See You in Valhalla (R) Sarah Hyland (TV’s Modern Family) stars in this comedy as a young woman who reunites with her estranged, eccentric family after her brother’s death. Also with Steve Howey, Odeya Rush, Bret Harrison, Emma Bell, Jake McDorman, Beau Mirchoff, Michael Weston, and Conor O’Farrell.

The Water Diviner (R) Russell Crowe stars in this drama as an Australian man who travels to Turkey after the Battle of Gallipoli to locate his three missing sons. Also with Jai Courtney, Isabel Lucas, Olga Kurylenko, Yilmaz Erdogan, Cem Yilmaz, Megan Gale, and Dylan Georgiades.

What We Do in the Shadows (NR) Jemaine Clement and Taika Waititi co-write, co-direct, and co-star in this mockumentary comedy as vampires who get on each other’s nerves when they’re forced to share an apartment.

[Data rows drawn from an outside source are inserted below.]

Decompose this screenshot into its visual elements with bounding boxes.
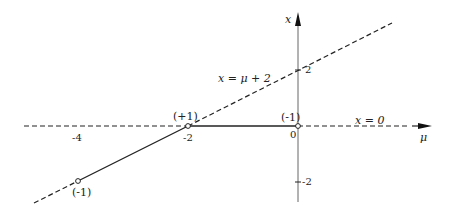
tick-label-x-minus2: -2: [302, 177, 312, 187]
curve-label-horizontal: x = 0: [355, 115, 384, 126]
point-label-transcritical: (+1): [173, 111, 198, 122]
point-label-origin: (-1): [281, 112, 300, 123]
branch-diagonal-stable: [78, 126, 188, 181]
point-origin: [296, 124, 301, 129]
point-lower: [76, 179, 81, 184]
point-label-lower: (-1): [72, 187, 91, 198]
diagram-canvas: [0, 0, 455, 219]
tick-label-origin: 0: [290, 130, 296, 140]
horizontal-axis-label: μ: [420, 132, 427, 143]
x-axis-arrow-icon: [295, 12, 301, 26]
vertical-axis-label: x: [285, 14, 291, 25]
tick-label-x-plus2: 2: [305, 65, 311, 75]
point-transcritical: [186, 124, 191, 129]
bifurcation-diagram: x μ -4 -2 0 2 -2 x = μ + 2 x = 0 (+1) (-…: [0, 0, 455, 219]
tick-label-mu-minus4: -4: [72, 133, 82, 143]
tick-label-mu-minus2: -2: [183, 133, 193, 143]
mu-axis-arrow-icon: [418, 123, 432, 129]
curve-label-diagonal: x = μ + 2: [218, 73, 271, 84]
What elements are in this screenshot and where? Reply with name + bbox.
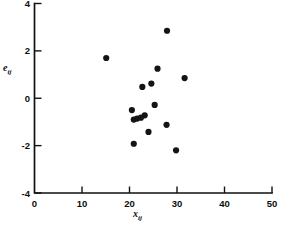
y-tick-label-4: 4	[25, 0, 31, 9]
data-point-1	[164, 28, 170, 34]
scatter-plot-figure: 01020304050420-2-4 eij xij	[0, 0, 282, 226]
x-tick-label-10: 10	[77, 198, 88, 209]
data-point-4	[148, 80, 154, 86]
y-tick-label-2: 2	[25, 45, 30, 56]
data-point-5	[139, 84, 145, 90]
data-point-15	[173, 147, 179, 153]
x-tick-label-0: 0	[32, 198, 37, 209]
y-tick-label--4: -4	[22, 188, 31, 199]
x-tick-label-20: 20	[124, 198, 135, 209]
axes-group	[35, 4, 273, 194]
tick-labels-group: 01020304050420-2-4	[22, 0, 278, 208]
data-point-13	[145, 129, 151, 135]
data-point-0	[103, 55, 109, 61]
data-point-6	[152, 102, 158, 108]
data-point-12	[163, 122, 169, 128]
x-tick-label-50: 50	[267, 198, 278, 209]
x-axis-label-subscript: ij	[138, 214, 142, 222]
x-tick-label-40: 40	[219, 198, 230, 209]
data-points-group	[103, 28, 188, 154]
scatter-plot-canvas: 01020304050420-2-4	[0, 0, 282, 226]
y-tick-label-0: 0	[25, 93, 30, 104]
x-axis-label: xij	[133, 208, 142, 222]
data-point-11	[131, 116, 137, 122]
x-tick-label-30: 30	[172, 198, 183, 209]
data-point-14	[131, 141, 137, 147]
data-point-3	[182, 75, 188, 81]
ticks-group	[35, 4, 273, 194]
axis-spines	[35, 4, 273, 194]
y-axis-label-subscript: ij	[7, 68, 11, 76]
y-tick-label--2: -2	[22, 140, 30, 151]
y-axis-label: eij	[3, 62, 11, 76]
data-point-2	[154, 66, 160, 72]
data-point-7	[129, 107, 135, 113]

Also with Jonathan Brugh, Cori Gonzalez-Macuer, Stuart Rutherford, Ben Fransham, and Rhys Darby.

5 COMMENTS

  1. Movies, with the exception of film noir or the post war realism era (especially the European offerings of that era), have traditionally been an escape from reality but any American made romance or comedy offering of the last two decades featuring California or New York as a setting belabors us with aimless young people with dead end or vague low paying occupations (writer, bookseller, clerk etc) or very young professionals who seem to miraculously be able to live in sumptuous apartments, houses, and neighborhoods no average person can afford. It bothers me that the message seems to be that these places are social and economic panaceas. They are not. Why not a little gritty realism? I disagree about Harrison Ford’s so called acting in” Age of Adeline”. He wasn’t working very hard in that piece of fluff. The film was terrible

    • Sorry to disappoint you, Concerned Citizen, but one of the curves I grade these movies on is how they stack up against other movies of their type that are currently in release, and I found “The Age of Adaline” to be significantly more watchable than either “Woman in Gold” or “The Longest Ride.” And I think asking for realism is a bit much from a movie about a woman who doesn’t age. Like much science fiction and fantasy literature, its purpose is to set a circumstance that would be impossible in real life and then ask what would happen if that were possible. I don’t think “The Age of Adaline” will be particularly well-remembered in 20 years, but as an entertainment option for this week, I think it’s all right if that’s what you’re looking for.

      • As usual you missed the point— which was basically the premises of occupational subsistence of the protagonists is hilariously flimsy in general, in Hollywood romances or comedies. Sorry that you slept through “Woman in Gold” which actually had some basis in fact and kudos to you for sitting through the totally lousy “Age of Adeline”.

        • Gee, when you watch the Batman movies, do you get irritated because they don’t fully explain the source of Bruce Wayne’s wealth? Sometimes these details are important and sometimes they’re not. In “Age of Adaline,” they’re not.